For point 4, it's pretty bad: if that particular implementation turns out to have some bad security flaw, there's nothing you can switch to, without starting a new implementation at that point. That ought to be doable thanks to point 1 through 3, but it's not as good as knowing something already is available and could be adopted.

To, what this means is that for a standalone product implementing on its own a spec, we absolutely need more than one implementation to be able to graduate to PR and beyond.

But for when a spec corresponds to a feature inside a product rather than to the entirety of the product, multiple independent implementations are still desirable, but multiple integrations of a single implementation (or of several implementations which aren't fully independent) may be tolerable, even if it is not as good.

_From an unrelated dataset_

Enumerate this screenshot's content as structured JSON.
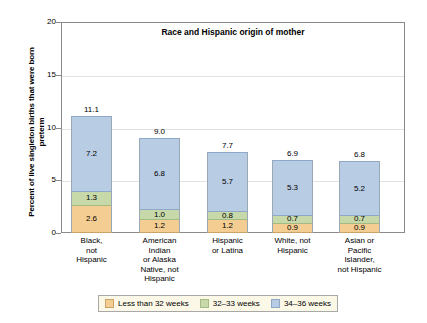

plehegar commented 3 years ago

will work on a guidlines document as an intermediate document

hober commented 3 years ago

See also https://github.com/w3c/oss-relations/issues/2 and https://github.com/w3c/AB-memberonly/issues/58

hober commented 2 years ago

See also #522

nigelmegitt commented 2 years ago

In particular: https://github.com/w3c/w3process/issues/522#issuecomment-1049628718

nigelmegitt commented 1 year ago

Breakout session at TPAC 2022: https://www.w3.org/2022/09/14-iii-minutes.html

michaelchampion commented 1 year ago

Thanks for the link to the breakout session. There seems to have been at least 3 different views expressed about what it should take to get to Recommendation:

  1. The spec document itself is high quality, and COULD be interoperably implemented
  2. The spec documents a technology or set of practices that SHOULD be implemented and deployed
  3. The spec documents a technology that REALLY IS interoperably implemented and deployed in the real world

Is that a reasonable summary?
IMHO the answer should be "all 3". I'd eventually like to see success criteria at least as strong as CSS's https://www.w3.org/2020/12/css-wg-charter.html#success-criteria baked into the Process. I assume there is not broad consensus in the CG to put that in the Process yet 😢 . It will take some effort by the AB and TAG to make authoritative statements on the values a Recommendation SHOULD promote, and it will take some effort to define what "implemented and deployed in the real world" means, especially for guidelines documents that are normative rather than empirical.

plehegar commented 1 year ago

from https://www.w3.org/2023/01/11-w3process-minutes.html -> deferred

nigelmegitt commented 1 year ago

Is that a reasonable summary?

I don't think so, no, specifically because of the conjunction of "implemented" and "deployed in the real world" at step 3. Deployment should be broken out into a separate bullet, since it is independent from "implementation". There are many examples where standards work precedes deployment, and this is the reality of the commercial world: folk don't want to commit to something that it not yet standardised (whatever that means to them), even if they would support that standardisation activity and agree that the result would be beneficial.